Aunt Vadge: My vagina is itchy after being fingered

TL;DR

An 18-year-old from India seeks advice for vaginal itching and bleeding after being fingered, questioning hymen integrity and doctor’s confidentiality. The response highlights hymen misconceptions, the unlikelihood of a doctor determining sexual activity from a physical exam, and emphasizes self-examination and professional medical consultation for relief and understanding.

Dear Aunt Vadge, 

I got fingered by my boyfriend recently and one of the days it started bleeding heavily. After cleaning up, the bleeding stopped, but then it has started to itch. Alot. 

How can I check if my hymen is intact? And if I go to the doctor, will they realise I have been fingered? 

Please help me!
Confused
Age 18
India
_____

Dear Confused

If your hymen was there, and you got fingered, it’s possible that the bleeding was from your hymen being stretched and opened. The itch could be something healing up, but it could also be a yeast infection that has occurred at the same time, due to your tissue being disrupted by the fingering.

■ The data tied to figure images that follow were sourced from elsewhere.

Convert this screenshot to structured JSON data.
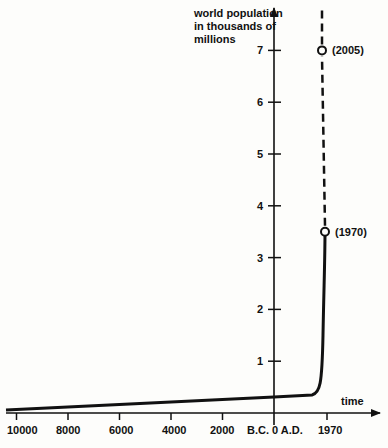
{
  "chart_data": {
    "type": "line",
    "title": "",
    "ylabel": "world population in thousands of millions",
    "ylabel_lines": [
      "world population",
      "in thousands of",
      "millions"
    ],
    "xlabel": "time",
    "ylim": [
      0,
      7.5
    ],
    "y_ticks": [
      1,
      2,
      3,
      4,
      5,
      6,
      7
    ],
    "x_ticks": [
      {
        "label": "10000",
        "year": -10000
      },
      {
        "label": "8000",
        "year": -8000
      },
      {
        "label": "6000",
        "year": -6000
      },
      {
        "label": "4000",
        "year": -4000
      },
      {
        "label": "2000",
        "year": -2000
      },
      {
        "label": "B.C. 0 A.D.",
        "year": 0
      },
      {
        "label": "1970",
        "year": 1970
      }
    ],
    "grid": false,
    "series": [
      {
        "name": "population (historical)",
        "style": "solid",
        "points": [
          {
            "year": -10000,
            "value": 0.01
          },
          {
            "year": -8000,
            "value": 0.05
          },
          {
            "year": -6000,
            "value": 0.1
          },
          {
            "year": -4000,
            "value": 0.15
          },
          {
            "year": -2000,
            "value": 0.2
          },
          {
            "year": 0,
            "value": 0.25
          },
          {
            "year": 1000,
            "value": 0.3
          },
          {
            "year": 1500,
            "value": 0.45
          },
          {
            "year": 1800,
            "value": 1.0
          },
          {
            "year": 1900,
            "value": 1.6
          },
          {
            "year": 1970,
            "value": 3.5
          }
        ]
      },
      {
        "name": "population (projected)",
        "style": "dashed",
        "points": [
          {
            "year": 1970,
            "value": 3.5
          },
          {
            "year": 2005,
            "value": 7.0
          }
        ]
      }
    ],
    "annotations": [
      {
        "text": "(1970)",
        "year": 1970,
        "value": 3.5
      },
      {
        "text": "(2005)",
        "year": 2005,
        "value": 7.0
      }
    ]
  }
}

To see if your hymen is intact, you should get a mirror or your smartphone, a torch, and try to take a very up-close look. The hymen is very close to the outside of the vagina, so you should be able to see it covering the hole. If you were fingered, and use tampons, then it’s likely your hymen was stretched out and broken already. If you can fit a finger or two inside of your vagina, then your hymen has gone. You can read more about hymens here. 

The doctor – assuming you do not live in the backwaters of nowhere where they still check girls’ hymens for being open or closed as part of ritualistic shaming – will not know if you have been fingered, since hymens disappear in girls all the time, just from riding a bike or exercising or masturbating. You can’t tell if a girl has been fingered or had sex by looking at her vagina, ever. The doctor is your friend, so long as you have a good one. Find a female doctor you trust, who can help guide you along your journey of getting to know your vagina. You will need her!

Additionally, your doctor is your doctor; not the doctor of your parents or your future husband or boyfriends. They are forbidden from talking about your health with anyone. It’s nobody else’s business but yours.

Give your vagina a few more days to heal up, and for the itching to stop. Don’t scratch, rub, or put anything on your vagina, and just leave it be so it can heal by itself. Check yourself out in a mirror, and see what you can see. Check yourself regularly, and get familiar with your own vagina. It is with you for life, and not understanding what it looks like when it’s normal means if something changes, you won’t know. Keep in touch with yourself!